[rabbitmq-discuss] Fwd: Client-connection failover workarounds (ruby)

Matthias Radestock matthias at lshift.net
Sat Feb 6 18:42:19 GMT 2010


Peter,

Peter Fitzgibbons wrote:
> I'm thinking about how to handle client-connection failover.  By this
> I mean clientA has a producerP that needs to have reliable and
> tolerant connections to rabbitA and rabbitB.  This is so that if the
> connection/pid of rabbitA goes down, producerP sends it's next message
> to rabbitB with as little handling (and wall-clock time) as possible.
> [...]
> The best solution I can think of right now is to have a rabbitP on the
> same machine as producerP, which is clustered to the "real" cluster,
> so if rabbitA goes down, the built-in clustering failover will handle
> the proper interaction.  My issue with this is considering how this is
> configured and maintained when the farm of servers with producerP gets
> to be 1000+.  Even if this doesn't scale to the google-farm level,
> what about farm = 10, 30 ?

Having a local broker is indeed a common approach to get higher 
resilience, particularly since it allows producers to offload messages 
even when the connection to the main brokers is down for prolonged 
periods of time, e.g. in the event the main brokers are across a WAN and 
there is a WAN failure.

As you suspect, making all these brokers part of a cluster would indeed 
be problematic for high node counts, even more so when going across a 
WAN. Besides, RabbitMQ's clustering is really designed for scaling, not 
improved reliability.

But you do not need to cluster the brokers. Instead you could stick our 
experimental shovel (see 
http://www.lshift.net/blog/2010/02/01/rabbitmq-shovel-message-relocation-equipment) 
onto each local node and configure it to shovel messages to the main 
broker pair. The shovel has built-in re-connection and failover logic 
for that.

Of course having a local broker is no panacea for reliability, since 
that broker itself becomes a point of failure. Whether that is a problem 
depends on how high you place the reliability bar.

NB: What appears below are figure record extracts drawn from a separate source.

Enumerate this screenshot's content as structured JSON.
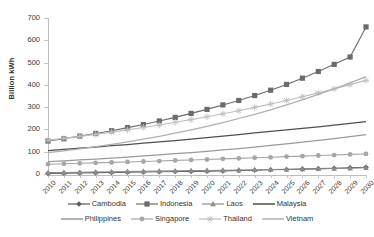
{
  "chart_data": {
    "type": "line",
    "title": "",
    "xlabel": "",
    "ylabel": "Billion kWh",
    "ylim": [
      0,
      700
    ],
    "ytick_values": [
      0,
      100,
      200,
      300,
      400,
      500,
      600,
      700
    ],
    "ytick_labels": [
      "0",
      "100",
      "200",
      "300",
      "400",
      "500",
      "600",
      "700"
    ],
    "grid": false,
    "legend_position": "bottom",
    "categories": [
      "2010",
      "2011",
      "2012",
      "2013",
      "2014",
      "2015",
      "2016",
      "2017",
      "2018",
      "2019",
      "2020",
      "2021",
      "2022",
      "2023",
      "2024",
      "2025",
      "2026",
      "2027",
      "2028",
      "2029",
      "2030"
    ],
    "series": [
      {
        "name": "Cambodia",
        "marker": "diamond",
        "color": "#595959",
        "values": [
          3,
          4,
          5,
          6,
          7,
          8,
          9,
          10,
          11,
          12,
          13,
          14,
          16,
          17,
          19,
          20,
          22,
          24,
          26,
          28,
          30
        ]
      },
      {
        "name": "Indonesia",
        "marker": "square",
        "color": "#6b6b6b",
        "values": [
          148,
          158,
          170,
          182,
          194,
          208,
          222,
          238,
          254,
          272,
          290,
          310,
          330,
          352,
          376,
          402,
          430,
          460,
          492,
          525,
          660
        ]
      },
      {
        "name": "Laos",
        "marker": "triangle",
        "color": "#8c8c8c",
        "values": [
          6,
          7,
          8,
          9,
          10,
          11,
          12,
          13,
          14,
          15,
          16,
          17,
          18,
          19,
          20,
          21,
          22,
          23,
          25,
          26,
          28
        ]
      },
      {
        "name": "Malaysia",
        "marker": "none",
        "color": "#4f4f4f",
        "values": [
          105,
          110,
          116,
          121,
          127,
          132,
          138,
          144,
          150,
          157,
          163,
          170,
          177,
          184,
          191,
          198,
          205,
          212,
          219,
          227,
          235
        ]
      },
      {
        "name": "Philippines",
        "marker": "none",
        "color": "#9a9a9a",
        "values": [
          55,
          59,
          63,
          67,
          71,
          76,
          81,
          86,
          91,
          96,
          102,
          108,
          114,
          121,
          128,
          135,
          143,
          151,
          159,
          168,
          177
        ]
      },
      {
        "name": "Singapore",
        "marker": "circle",
        "color": "#a6a6a6",
        "values": [
          44,
          46,
          48,
          50,
          52,
          54,
          56,
          58,
          61,
          63,
          65,
          68,
          70,
          73,
          75,
          78,
          80,
          83,
          85,
          88,
          90
        ]
      },
      {
        "name": "Thailand",
        "marker": "plus",
        "color": "#bfbfbf",
        "values": [
          152,
          160,
          169,
          178,
          188,
          198,
          209,
          220,
          232,
          244,
          257,
          270,
          284,
          299,
          314,
          330,
          347,
          364,
          382,
          401,
          420
        ]
      },
      {
        "name": "Vietnam",
        "marker": "none",
        "color": "#b0b0b0",
        "values": [
          96,
          104,
          113,
          123,
          133,
          144,
          156,
          169,
          183,
          198,
          214,
          231,
          249,
          268,
          288,
          310,
          333,
          357,
          382,
          409,
          437
        ]
      }
    ]
  }
}
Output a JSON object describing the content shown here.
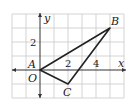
{
  "diagram": {
    "type": "coordinate-plane-triangle",
    "axes": {
      "x_label": "x",
      "y_label": "y",
      "x_ticks_labeled": [
        "2",
        "4"
      ],
      "y_ticks_labeled": [
        "2"
      ]
    },
    "grid": {
      "x_range": [
        -2,
        6
      ],
      "y_range": [
        -2,
        4
      ],
      "step": 1
    },
    "points": [
      {
        "name": "A",
        "x": 0,
        "y": 0
      },
      {
        "name": "B",
        "x": 5,
        "y": 3
      },
      {
        "name": "C",
        "x": 2,
        "y": -1
      }
    ],
    "origin_label": "O",
    "colors": {
      "grid": "#c8c8c8",
      "lines": "#222222"
    }
  }
}
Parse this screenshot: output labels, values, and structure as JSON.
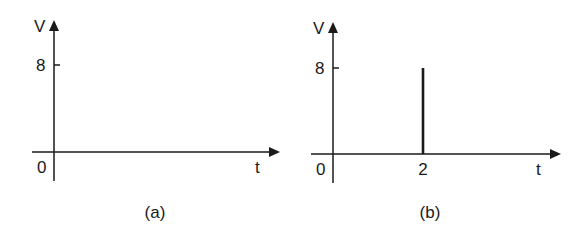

An alternative approachh is to make the clients themselves deal with 
re-connection and failover. Check out the experimental 
http://hg.rabbitmq.com/rabbitmq-java-messagepatterns/ and 
http://hg.rabbitmq.com/rabbitmq-dotnet-messagepatterns/ libraries which 
do that for a specific type of messaging (point-to-point, though most of 
the logic should be easily ported to other types).